Woe to you who strive with your maker,The image of a pot speaking to the potter as he turns it on the wheel is hilarious. Apart from the the misshapen clay actually talking in the first place, there is also the audacity of the clay to be saying 'excuse me, but you've missed a bit!' A kindly potter might say 'I'm not quite finished yet and please hold still while I work.' Even worse is the picture of a child challenging their parents over the event of their conception or birth. My two year old daughter frequently questions my judgement when it comes to biscuit distribution, sun block, or bed time. But to question your parents at the point at which you enter existence or begin to breathe seems absurd in the extreme. In its context in Isaiah this passage is a rebuke to the people of God who are unwillingly to accept God's plan to rescue them with Cyrus, a Persian (and very pagan) king. The idea that God would use an outsider does not fit in with their theology. The irony is that their complaint against Cyrus is presumably that he is a pagan idolator and yet, by insisting that God is unable or unwilling to do something that God is in fact doing, they themselves have committed idolatry. When the clay questions the potter, or the baby her parents, they place themselves above the ones to whom they owe their existence and identity. The ones who are engaged in the very act of forming them. The people of God were not just refusing to let God shape them, they were telling God how to be God.
earthen vessels with the potter!
Does the clay say to the one who fashions it, 'what are you making'? or 'your work has no handles'?
Woe to anyone who says to their father, 'what are you begetting?' or to their mother, 'with what are you in labour?'
Thus says the Lord, the holy one of Israel and its maker:
Will you question me about my children, or command me concerning the work of my hands?
(Isaiah 45:9-11)
This is why this blog is not about expanding 'my theology' or 'a theology'. Any theology that looks like a system or complete method for understanding/knowing God is idolatry. It is making God with our own hands/minds instead of letting God be God. That's why I prefer to talk about 'doing theology'. Theology should not be static, a problem solved, a puzzle completed, instead it should be fluid and dynamic, a response to God's reality as it is encountered day by day in personal experience, the community of faith, and in the Bible. This is why it is necessary to read the Bible as a stranger, not assuming that you know what you will find there, because only then can we be allowing the potter's words to shape the clay of our lives. If we read the Bible as a book that we already know what it says and means then all we do is shape the potter into our own idea of what they should look like. I dont want to worship a God I have made. I want to worship the God of transcendant reality, not a figment of my imagination.
Such an approach also breeds humility. Like the half formed clay or the child being born, God hasn't finished with me yet. Of course I dont understand everything about God, or what God is doing with me or the world, but that is OK, because we're a work in progress. Aren't you looking forward to seeing what the master potter and father of the universe has in store?
I think that it is as people grow up that they begin to build the structures around their beliefs. Children, and children of the faith, just soak everything in - God works in their lives to transform them and grow them. However, there comes a point where people think they have arrived; where people know what they believe and anything that doesn't fit with that becomes 'heresy' (I'm speaking politically, economically, and culturally, as well as theologically)
ReplyDeleteIronically, this problem often lies with us parents and leaders (please don't think I am drawing a parallel with God in this instance), who ourselves think that we have arrived in our understanding. Jesus speaks about how it is a very bad thing to lead one of his little ones astray. Let's not limit God to our own feeble understanding.
Thank you Jonathan for the challenge posed by this post.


### WORK TASK
Could you print all the entries below exactly as they appear, omitting the pictures?

### SOURCE INFORMATION
—————

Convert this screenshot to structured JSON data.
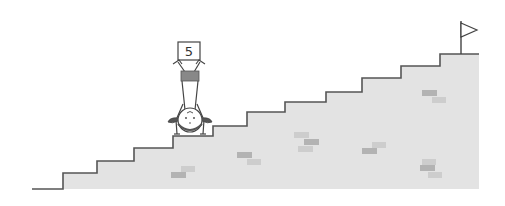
{
  "scene": {
    "description": "Stick figure doing a handstand on a staircase, holding a numbered sign with its feet; flag at top of stairs",
    "sign_number": "5",
    "colors": {
      "background": "#ffffff",
      "stairs_fill": "#e3e3e3",
      "stairs_outline": "#555555",
      "brick_dark": "#b3b3b3",
      "brick_light": "#cdcdcd",
      "figure_line": "#444444",
      "figure_band": "#888888"
    },
    "stairs": {
      "step_count": 12,
      "points": [
        [
          32,
          189
        ],
        [
          63,
          189
        ],
        [
          63,
          173
        ],
        [
          97,
          173
        ],
        [
          97,
          161
        ],
        [
          134,
          161
        ],
        [
          134,
          148
        ],
        [
          173,
          148
        ],
        [
          173,
          136
        ],
        [
          213,
          136
        ],
        [
          213,
          126
        ],
        [
          247,
          126
        ],
        [
          247,
          112
        ],
        [
          285,
          112
        ],
        [
          285,
          102
        ],
        [
          326,
          102
        ],
        [
          326,
          92
        ],
        [
          362,
          92
        ],
        [
          362,
          78
        ],
        [
          401,
          78
        ],
        [
          401,
          66
        ],
        [
          440,
          66
        ],
        [
          440,
          54
        ],
        [
          479,
          54
        ]
      ]
    },
    "flag": {
      "pole_x": 461,
      "pole_top": 21,
      "pole_bottom": 54
    },
    "bricks": [
      {
        "x": 171,
        "y": 172,
        "w": 15,
        "h": 6,
        "tone": "dark"
      },
      {
        "x": 181,
        "y": 166,
        "w": 14,
        "h": 6,
        "tone": "light"
      },
      {
        "x": 237,
        "y": 152,
        "w": 15,
        "h": 6,
        "tone": "dark"
      },
      {
        "x": 247,
        "y": 159,
        "w": 14,
        "h": 6,
        "tone": "light"
      },
      {
        "x": 294,
        "y": 132,
        "w": 15,
        "h": 6,
        "tone": "light"
      },
      {
        "x": 304,
        "y": 139,
        "w": 15,
        "h": 6,
        "tone": "dark"
      },
      {
        "x": 298,
        "y": 146,
        "w": 15,
        "h": 6,
        "tone": "light"
      },
      {
        "x": 362,
        "y": 148,
        "w": 15,
        "h": 6,
        "tone": "dark"
      },
      {
        "x": 372,
        "y": 142,
        "w": 14,
        "h": 6,
        "tone": "light"
      },
      {
        "x": 422,
        "y": 90,
        "w": 15,
        "h": 6,
        "tone": "dark"
      },
      {
        "x": 432,
        "y": 97,
        "w": 14,
        "h": 6,
        "tone": "light"
      },
      {
        "x": 422,
        "y": 159,
        "w": 14,
        "h": 6,
        "tone": "light"
      },
      {
        "x": 420,
        "y": 165,
        "w": 15,
        "h": 6,
        "tone": "dark"
      },
      {
        "x": 428,
        "y": 172,
        "w": 14,
        "h": 6,
        "tone": "light"
      }
    ]
  }
}
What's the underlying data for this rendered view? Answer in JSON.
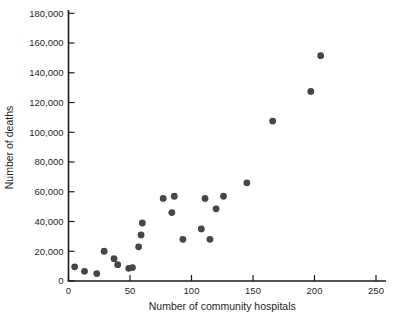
{
  "chart_data": {
    "type": "scatter",
    "title": "",
    "xlabel": "Number of community hospitals",
    "ylabel": "Number of deaths",
    "xlim": [
      0,
      257
    ],
    "ylim": [
      0,
      183000
    ],
    "grid": false,
    "legend": "none",
    "x_ticks": [
      {
        "value": 0,
        "label": "0"
      },
      {
        "value": 50,
        "label": "50"
      },
      {
        "value": 100,
        "label": "100"
      },
      {
        "value": 150,
        "label": "150"
      },
      {
        "value": 200,
        "label": "200"
      },
      {
        "value": 250,
        "label": "250"
      }
    ],
    "y_ticks": [
      {
        "value": 0,
        "label": "0"
      },
      {
        "value": 20000,
        "label": "20,000"
      },
      {
        "value": 40000,
        "label": "40,000"
      },
      {
        "value": 60000,
        "label": "60,000"
      },
      {
        "value": 80000,
        "label": "80,000"
      },
      {
        "value": 100000,
        "label": "100,000"
      },
      {
        "value": 120000,
        "label": "120,000"
      },
      {
        "value": 140000,
        "label": "140,000"
      },
      {
        "value": 160000,
        "label": "160,000"
      },
      {
        "value": 180000,
        "label": "180,000"
      }
    ],
    "points": [
      {
        "x": 5,
        "y": 9500
      },
      {
        "x": 13,
        "y": 6500
      },
      {
        "x": 23,
        "y": 5000
      },
      {
        "x": 29,
        "y": 20000
      },
      {
        "x": 37,
        "y": 15000
      },
      {
        "x": 40,
        "y": 11000
      },
      {
        "x": 49,
        "y": 8500
      },
      {
        "x": 52,
        "y": 9000
      },
      {
        "x": 57,
        "y": 23000
      },
      {
        "x": 59,
        "y": 31000
      },
      {
        "x": 60,
        "y": 39000
      },
      {
        "x": 77,
        "y": 55500
      },
      {
        "x": 84,
        "y": 46000
      },
      {
        "x": 86,
        "y": 57000
      },
      {
        "x": 93,
        "y": 28000
      },
      {
        "x": 108,
        "y": 35000
      },
      {
        "x": 111,
        "y": 55500
      },
      {
        "x": 115,
        "y": 28000
      },
      {
        "x": 120,
        "y": 48500
      },
      {
        "x": 126,
        "y": 57000
      },
      {
        "x": 145,
        "y": 66000
      },
      {
        "x": 166,
        "y": 107500
      },
      {
        "x": 197,
        "y": 127500
      },
      {
        "x": 205,
        "y": 151500
      }
    ],
    "point_color": "#464646",
    "axis_color": "#1a1a1a",
    "tick_label_color": "#1f1f1f",
    "background_color": "#ffffff"
  }
}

—————

### TASK SOLUTION
Convert this screenshot to structured JSON data.
{
  "scene": {
    "description": "Stick figure doing a handstand on a staircase, holding a numbered sign with its feet; flag at top of stairs",
    "sign_number": "5",
    "colors": {
      "background": "#ffffff",
      "stairs_fill": "#e3e3e3",
      "stairs_outline": "#555555",
      "brick_dark": "#b3b3b3",
      "brick_light": "#cdcdcd",
      "figure_line": "#444444",
      "figure_band": "#888888"
    },
    "stairs": {
      "step_count": 12,
      "points": [
        [
          32,
          189
        ],
        [
          63,
          189
        ],
        [
          63,
          173
        ],
        [
          97,
          173
        ],
        [
          97,
          161
        ],
        [
          134,
          161
        ],
        [
          134,
          148
        ],
        [
          173,
          148
        ],
        [
          173,
          136
        ],
        [
          213,
          136
        ],
        [
          213,
          126
        ],
        [
          247,
          126
        ],
        [
          247,
          112
        ],
        [
          285,
          112
        ],
        [
          285,
          102
        ],
        [
          326,
          102
        ],
        [
          326,
          92
        ],
        [
          362,
          92
        ],
        [
          362,
          78
        ],
        [
          401,
          78
        ],
        [
          401,
          66
        ],
        [
          440,
          66
        ],
        [
          440,
          54
        ],
        [
          479,
          54
        ]
      ]
    },
    "flag": {
      "pole_x": 461,
      "pole_top": 21,
      "pole_bottom": 54
    },
    "bricks": [
      {
        "x": 171,
        "y": 172,
        "w": 15,
        "h": 6,
        "tone": "dark"
      },
      {
        "x": 181,
        "y": 166,
        "w": 14,
        "h": 6,
        "tone": "light"
      },
      {
        "x": 237,
        "y": 152,
        "w": 15,
        "h": 6,
        "tone": "dark"
      },
      {
        "x": 247,
        "y": 159,
        "w": 14,
        "h": 6,
        "tone": "light"
      },
      {
        "x": 294,
        "y": 132,
        "w": 15,
        "h": 6,
        "tone": "light"
      },
      {
        "x": 304,
        "y": 139,
        "w": 15,
        "h": 6,
        "tone": "dark"
      },
      {
        "x": 298,
        "y": 146,
        "w": 15,
        "h": 6,
        "tone": "light"
      },
      {
        "x": 362,
        "y": 148,
        "w": 15,
        "h": 6,
        "tone": "dark"
      },
      {
        "x": 372,
        "y": 142,
        "w": 14,
        "h": 6,
        "tone": "light"
      },
      {
        "x": 422,
        "y": 90,
        "w": 15,
        "h": 6,
        "tone": "dark"
      },
      {
        "x": 432,
        "y": 97,
        "w": 14,
        "h": 6,
        "tone": "light"
      },
      {
        "x": 422,
        "y": 159,
        "w": 14,
        "h": 6,
        "tone": "light"
      },
      {
        "x": 420,
        "y": 165,
        "w": 15,
        "h": 6,
        "tone": "dark"
      },
      {
        "x": 428,
        "y": 172,
        "w": 14,
        "h": 6,
        "tone": "light"
      }
    ]
  }
}
What's the underlying data for this rendered view? Answer in JSON.
{
  "chart_data": {
    "type": "scatter",
    "title": "",
    "xlabel": "Number of community hospitals",
    "ylabel": "Number of deaths",
    "xlim": [
      0,
      257
    ],
    "ylim": [
      0,
      183000
    ],
    "grid": false,
    "legend": "none",
    "x_ticks": [
      {
        "value": 0,
        "label": "0"
      },
      {
        "value": 50,
        "label": "50"
      },
      {
        "value": 100,
        "label": "100"
      },
      {
        "value": 150,
        "label": "150"
      },
      {
        "value": 200,
        "label": "200"
      },
      {
        "value": 250,
        "label": "250"
      }
    ],
    "y_ticks": [
      {
        "value": 0,
        "label": "0"
      },
      {
        "value": 20000,
        "label": "20,000"
      },
      {
        "value": 40000,
        "label": "40,000"
      },
      {
        "value": 60000,
        "label": "60,000"
      },
      {
        "value": 80000,
        "label": "80,000"
      },
      {
        "value": 100000,
        "label": "100,000"
      },
      {
        "value": 120000,
        "label": "120,000"
      },
      {
        "value": 140000,
        "label": "140,000"
      },
      {
        "value": 160000,
        "label": "160,000"
      },
      {
        "value": 180000,
        "label": "180,000"
      }
    ],
    "points": [
      {
        "x": 5,
        "y": 9500
      },
      {
        "x": 13,
        "y": 6500
      },
      {
        "x": 23,
        "y": 5000
      },
      {
        "x": 29,
        "y": 20000
      },
      {
        "x": 37,
        "y": 15000
      },
      {
        "x": 40,
        "y": 11000
      },
      {
        "x": 49,
        "y": 8500
      },
      {
        "x": 52,
        "y": 9000
      },
      {
        "x": 57,
        "y": 23000
      },
      {
        "x": 59,
        "y": 31000
      },
      {
        "x": 60,
        "y": 39000
      },
      {
        "x": 77,
        "y": 55500
      },
      {
        "x": 84,
        "y": 46000
      },
      {
        "x": 86,
        "y": 57000
      },
      {
        "x": 93,
        "y": 28000
      },
      {
        "x": 108,
        "y": 35000
      },
      {
        "x": 111,
        "y": 55500
      },
      {
        "x": 115,
        "y": 28000
      },
      {
        "x": 120,
        "y": 48500
      },
      {
        "x": 126,
        "y": 57000
      },
      {
        "x": 145,
        "y": 66000
      },
      {
        "x": 166,
        "y": 107500
      },
      {
        "x": 197,
        "y": 127500
      },
      {
        "x": 205,
        "y": 151500
      }
    ],
    "point_color": "#464646",
    "axis_color": "#1a1a1a",
    "tick_label_color": "#1f1f1f",
    "background_color": "#ffffff"
  }
}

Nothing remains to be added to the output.